Preceding the World Wide Web and its evolution of the internet into what it is today, people built virtual worlds and communities on their computers via bulletin board systems (BBSs). BBSs were run over telephone lines, so users accessed them by dialing up their intended BBS, incurring telephone service charges as a result. Because long-distance telephone service fees were so high during the late 20th century, BBSs were generally set up to be used within local counties and communities, rarely extending to the international level.
Once you finally got into a BBS, it might have been run by a national company providing a service such as banking or file sharing, a “place” where you could find the local public school’s bus schedule, or it might have been your neighbor’s makeshift choose-your-own-adventure game. It was these leisurely endeavors of random people who wanted to create a community in which they could share their love for a hobby, game, city, etc. that was at the heart of what made BBSs so unique. As Kevin Driscoll says in The Modem World,
“Logging into a popular BBS could feel like stepping into an electronic nightclub. You were visiting a real place with real people, personality, and vibe. The web of 1994, by contrast, felt less like a place than a thing. The technology was impressive, the aesthetics were cool, and the information was engaging, but the overall experience felt static and lifeless.”
Driscoll, Kevin
Despite being one of the more defining features of the BBS era, these casually-run, interest-driven BBSs that came about simply due to people’s curiosity and enthusiasm are poorly documented. As such, a part of the people who lived and grew up in this period is lost to history, living only in the memories of those who experienced it.
What is even more poorly documented, is the application and use of BBSs outside of the United States. Being from the middle east, I wanted to learn the extent to which BBSs were used in this region, and searched through newspaper articles dating from the late 70s to the early 90s in search of official accounts of people from there using BBSs. However, it appears that very little was documented about BBSs in the middle east, and that by the time BBSs did start to make their way to this region, the World Wide Web was closely following. By 1991, as reported by the St. Louis Post-Dispatch, high school students in St. Louis were communicating with students in Bahrain through the Apple Global Education Network BBS, confirming that at least some countries used BBSs for educational purposes at that time. Moreover, according to United Press International, a BBS was created in 1995 by Union National Bank in the United Arab Emirates (UAE) to make stock market figures more accessible to the public, showing their use in providing consumers with information and database services.
Even though these articles displayed official applications of BBSs in the Arab world, I was more interested in the presence of such previously described intimate, unofficial BBSs made for bringing people with similar interests together, because it is these communities that portray the most accurate depictions of the identities of the people who were on the internet at the time. Despite being more interesting to me, the lack of significance on a grander scale of such BBSs meant that they were less likely to be covered by news outlets, which means that it is much harder to find documented information about them.
Eventually, I came across a Reddit post on the Dubai subreddit, in which people who lived there discussed their experiences with BBSs and reminisced about their times calling into certain BBSs. Throughout the post, some well-known BBSs were mentioned such as Wildcat and Enigma, but there were also ones with little to no reference on the internet such as AD 2000 and Nightline. I did not find mention of AD 2000 anywhere outside of this reddit thread, which has led me to suspect that the creator of this BBS was in the UAE. Nightline, however, was present on some BBS lists, and although there doesn’t seem to be any accounts of what it was exactly, there are images of the BBS itself that show that it originated in Germany, and suggest that it could have been some sort of role-playing game, adventure game, or just a platform for people to hang out, analogous to the “electronic nightclub” referenced by Driscoll. One can immediately sense from the image of the BBS that the creator wanted to convey an aesthetic of nightlife in the city; an escape from the realities of the day where one can relax and find joy, whether it being through the company of others who want to do the same, or through one’s own journey within a game.
Although it was disappointing to not find concrete evidence of a BBS based in the middle east that had the spirit of the BBS as a way of connecting strangers, these accounts confirm the presence of a community there that was active on BBSs for the purposes of expression and enjoyment, as opposed to service automation or education. It is the identity of this community that made the BBS so culturally significant, and it is this identity that more accurately represents the identities of the population as a whole during the 80s and 90s, but because their stories often go undocumented, not many people learn about them. Another consequence of these stories going untold is that people don’t fully understand how much of an influence, and how far of a reach, BBSs truly had.
Bibliography:
Driscoll, Kevin. “Recalling the Modem World.” Essay. In The Modem World: A Prehistory of Social Media, 2. New Haven; London: Yale University Press, 2022.
Bower, Carolyn. “Pupils Let Their Fingers Do Talking Via Computers … Keyboards Link Area; Schools With World At Large.” St. Louis Post-Dispatch, March 7, 1991.
“UAE Bank Offers Automated Share Service.” United Press International, October 7, 1995.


_Aim of the exercise_
Write down the lines exactly as they appear, from the one that contains "<item>woman</item> detection?" through the final line of the records, so that both ends are kept and no pictures come along.

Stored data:
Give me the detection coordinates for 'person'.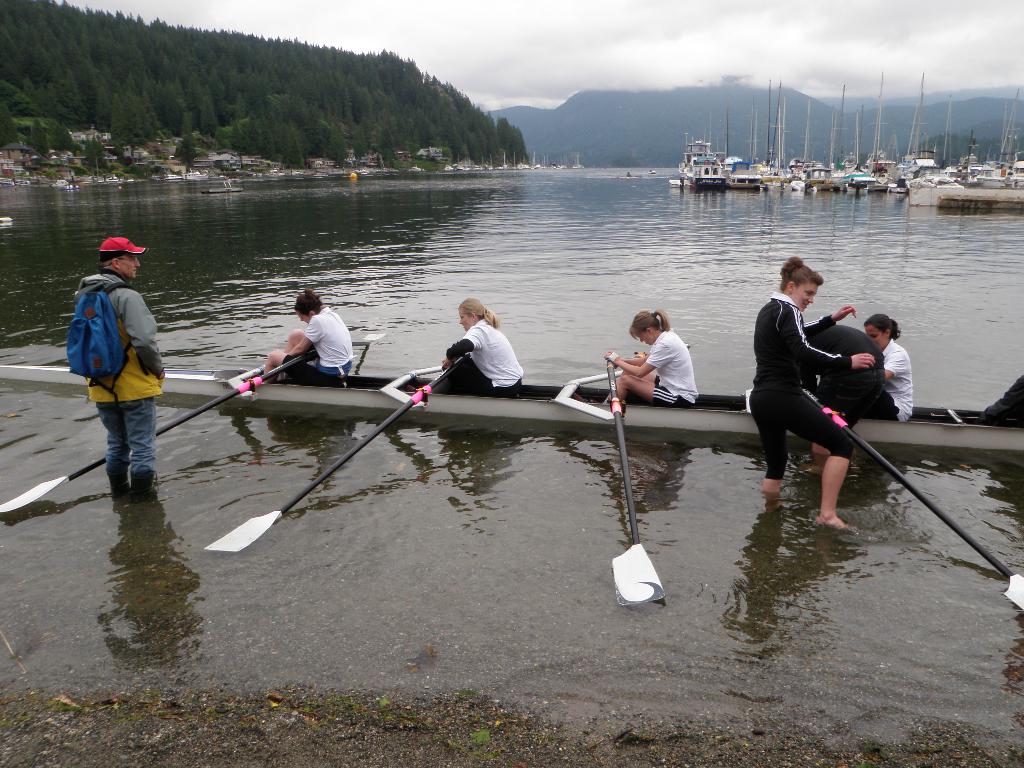
box(812, 294, 920, 438).
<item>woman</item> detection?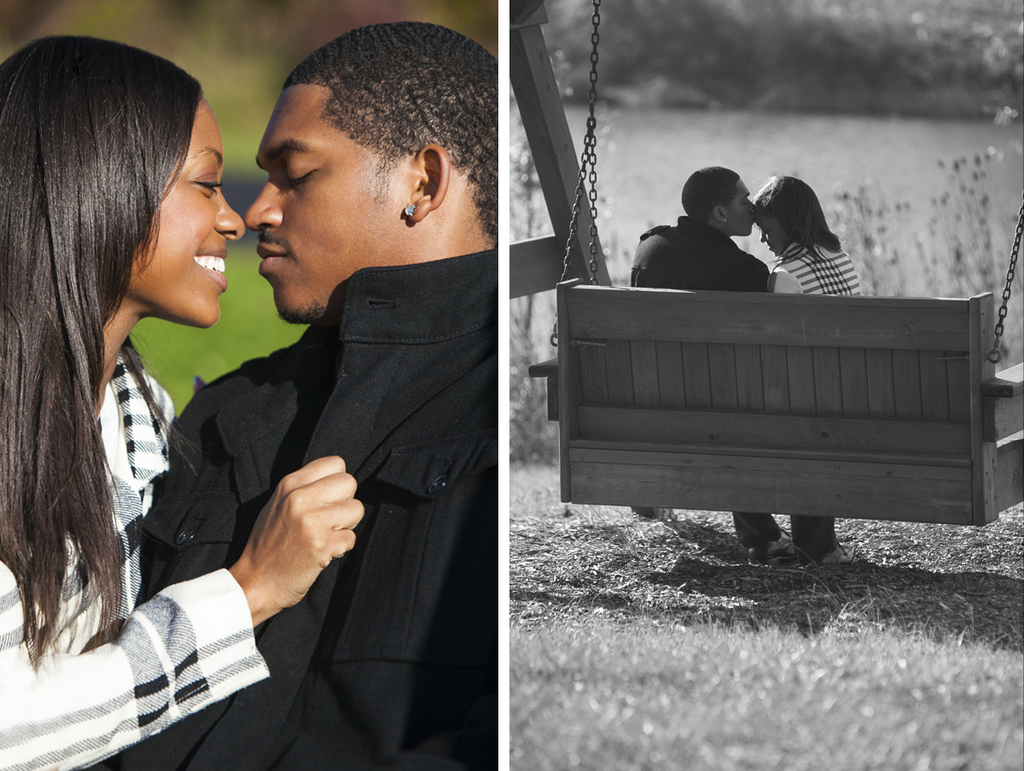
x1=0, y1=24, x2=362, y2=770
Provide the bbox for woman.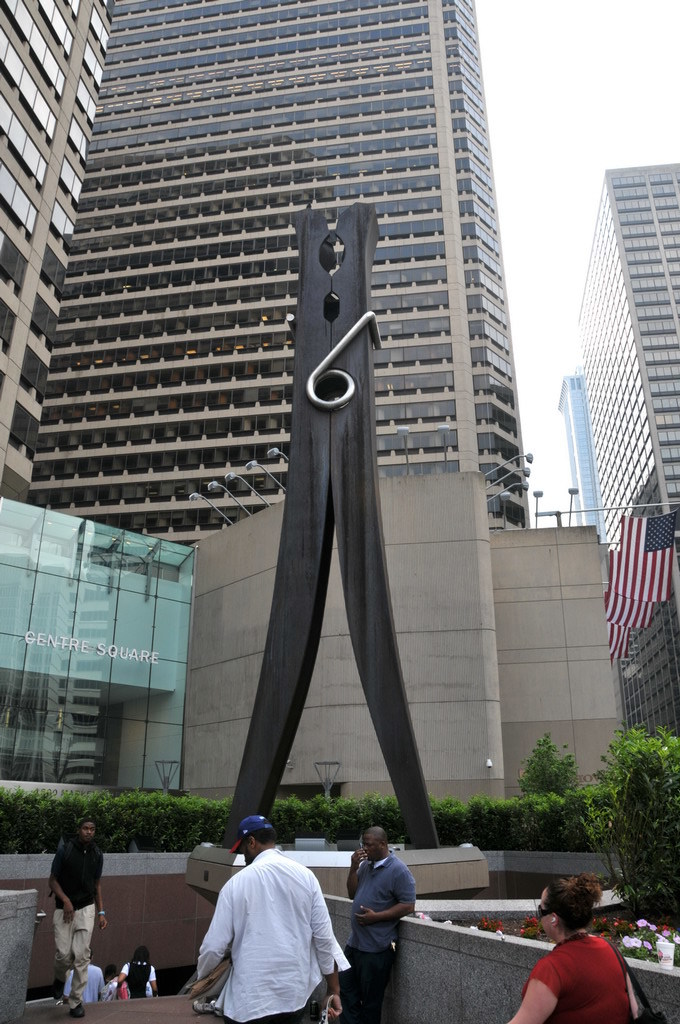
[98, 967, 125, 1006].
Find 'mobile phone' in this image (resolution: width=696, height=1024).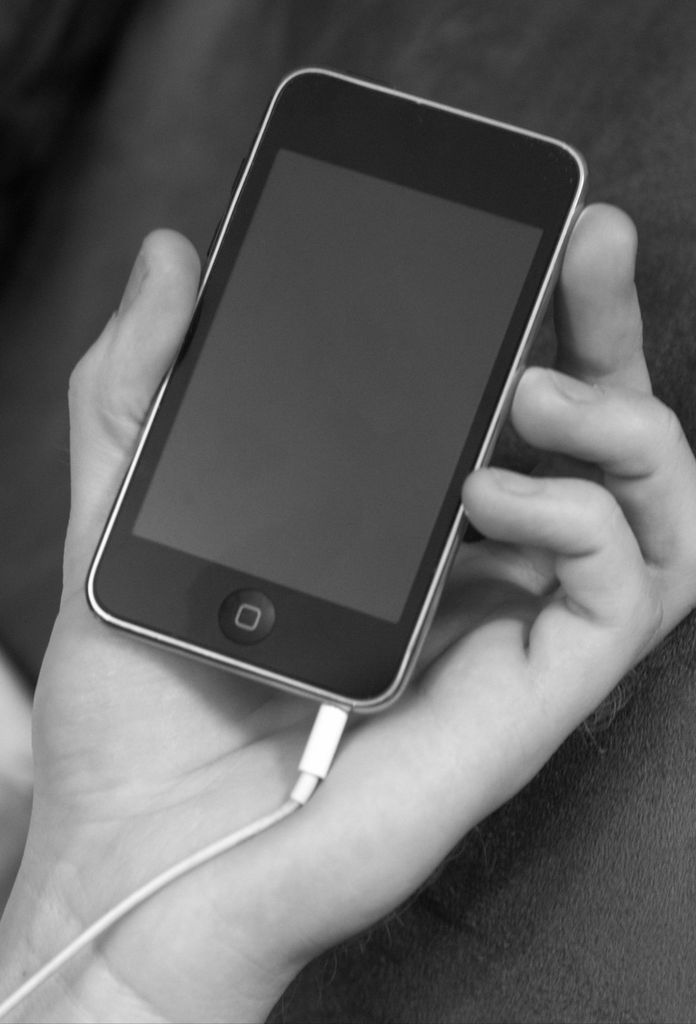
Rect(78, 62, 592, 717).
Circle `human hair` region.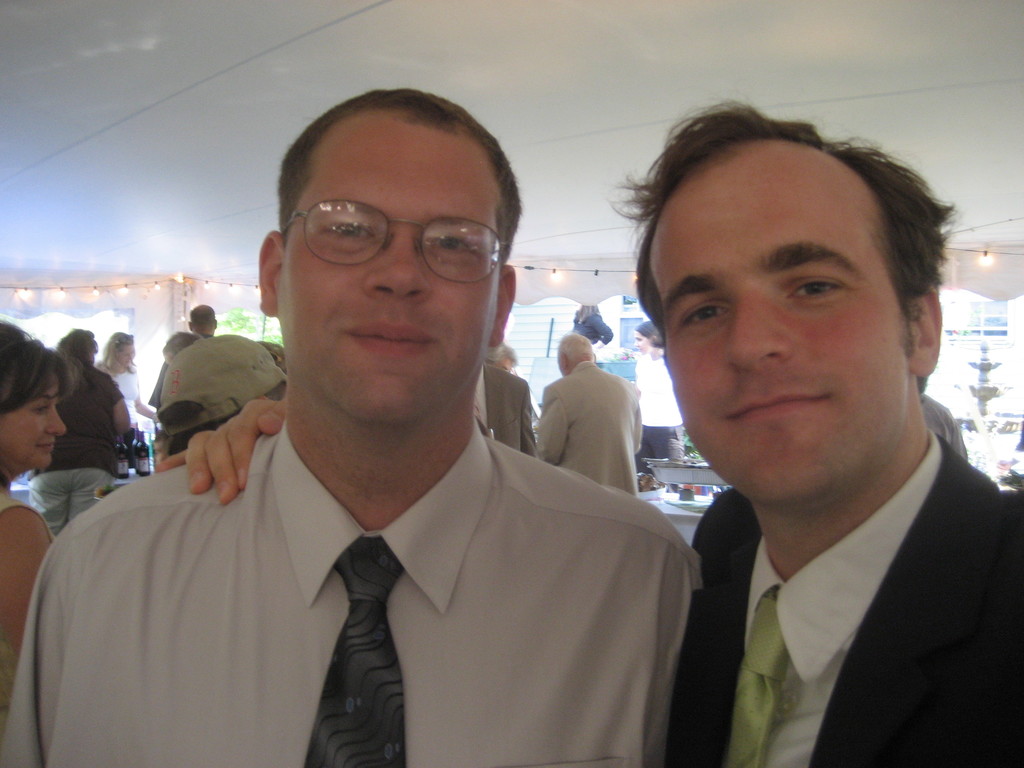
Region: <region>99, 327, 136, 376</region>.
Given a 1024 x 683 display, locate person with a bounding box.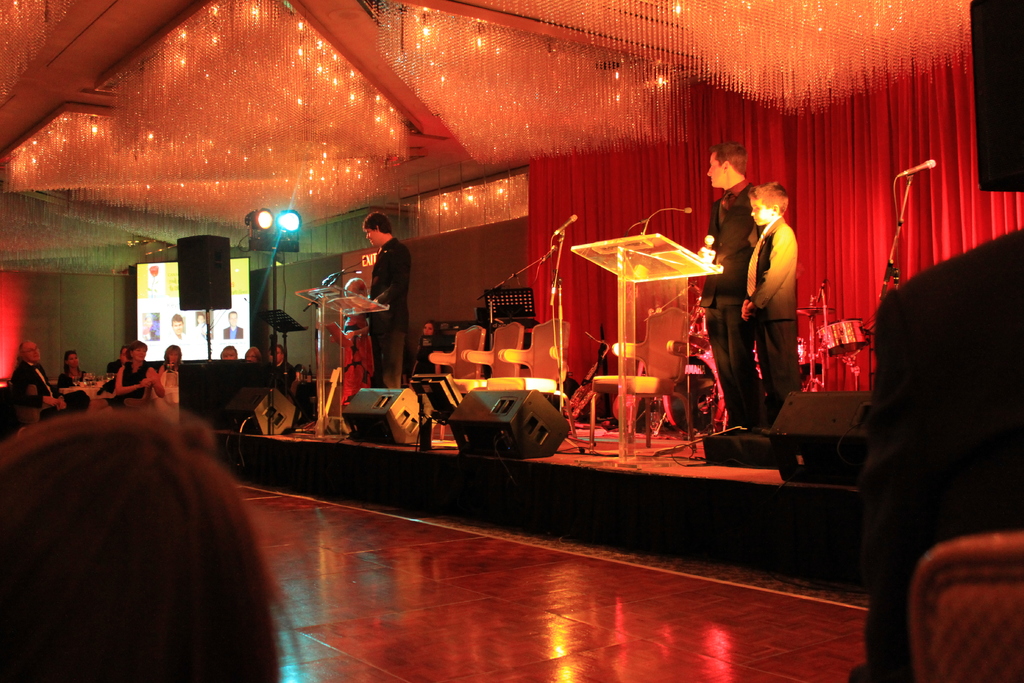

_Task solution_
<item>woman</item> detection?
x1=0, y1=24, x2=362, y2=770
Provide the bbox for woman.
[98, 967, 125, 1006].
Find 'mobile phone' in this image (resolution: width=696, height=1024).
Rect(78, 62, 592, 717).
Circle `human hair` region.
Region: <region>99, 327, 136, 376</region>.
Given a 1024 x 683 display, locate person with a bounding box.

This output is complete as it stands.